The famous painting The potato eaters by the Dutch painter Vincent van Gogh gives an impression of the monotony and frugality of the meals of the common people in the nineteenth century.
There are several varieties, like the common sorrel (Rumex acetosa) and the French sorrel or oseille (Rumex scutatis). The leaves taste more or less sour, depending on the amount of sunlight (more sun means more sour). Sorrel grows in the wild and chances are that when you have a garden, it will turn up unasked for. Don’t dig it up root and all, just cut of the leaves and use them in the kitchen, in salads or boiled as vegetable. However, do not eat it in great quantities or too frequently, because of the high content of oxalic acid. When sorrel is boiled the colour changes to a greyish green.

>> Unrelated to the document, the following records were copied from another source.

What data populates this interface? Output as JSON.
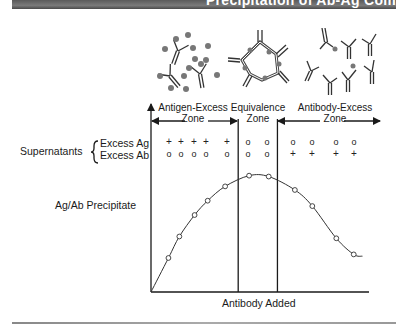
{
  "title": "Precipitation of Ab-Ag Com",
  "zones": [
    {
      "line1": "Antigen-Excess",
      "line2": "Zone"
    },
    {
      "line1": "Equivalence",
      "line2": "Zone"
    },
    {
      "line1": "Antibody-Excess",
      "line2": "Zone"
    }
  ],
  "row_labels": {
    "supernatants": "Supernatants",
    "excess_ag": "Excess Ag",
    "excess_ab": "Excess Ab",
    "precipitate": "Ag/Ab Precipitate"
  },
  "xlabel": "Antibody Added",
  "supernatant_symbols": {
    "excess_ag_row": [
      "+",
      "+",
      "+",
      "+",
      "+",
      "o",
      "o",
      "o",
      "o",
      "o",
      "o"
    ],
    "excess_ab_row": [
      "o",
      "o",
      "o",
      "o",
      "o",
      "o",
      "o",
      "+",
      "+",
      "+",
      "+"
    ]
  },
  "molecule_icons": [
    "antigen-excess-complexes-icon",
    "lattice-complex-icon",
    "antibody-excess-complexes-icon"
  ],
  "chart_data": {
    "type": "line",
    "title": "",
    "xlabel": "Antibody Added",
    "ylabel": "Ag/Ab Precipitate",
    "x": [
      0,
      0.08,
      0.13,
      0.2,
      0.26,
      0.34,
      0.45,
      0.54,
      0.66,
      0.74,
      0.85,
      0.93,
      0.97
    ],
    "series": [
      {
        "name": "Ag/Ab Precipitate",
        "values": [
          0,
          0.19,
          0.31,
          0.43,
          0.51,
          0.59,
          0.65,
          0.645,
          0.57,
          0.48,
          0.3,
          0.21,
          0.2
        ],
        "markers": [
          false,
          true,
          true,
          true,
          true,
          true,
          true,
          true,
          true,
          true,
          true,
          true,
          false
        ]
      }
    ],
    "zone_boundaries_x": [
      0.4,
      0.58
    ],
    "xlim": [
      0,
      1
    ],
    "ylim": [
      0,
      1
    ],
    "grid": false
  }
}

Be careful if you ever decide to grow your own tarragon.First of all, often Russian tarragon (Artemisia dracunculus var. inodora) is sold as kitchen herb (at least in the Netherlands), while the term inodora indicates that this plant hardly has any flavour. So be sure to find real French tarragon. Second warning: if your tarragon is happy, it will start to grow rank, sprouting up everywhere. So choose the spot where you want to plant your tarragon carefully.
Dried tarragon has hardly any flavour. If you do not have tarragon in your garden, use frozen tarragon, or ask your green grocer.
The editions below were used by me. Links refer to available editions.
A recipe for a delicious spring soup with herbs
This delicate green-coloured soup from the 19th century lets you enkoy the first young herbs and vegetables from your spring garden!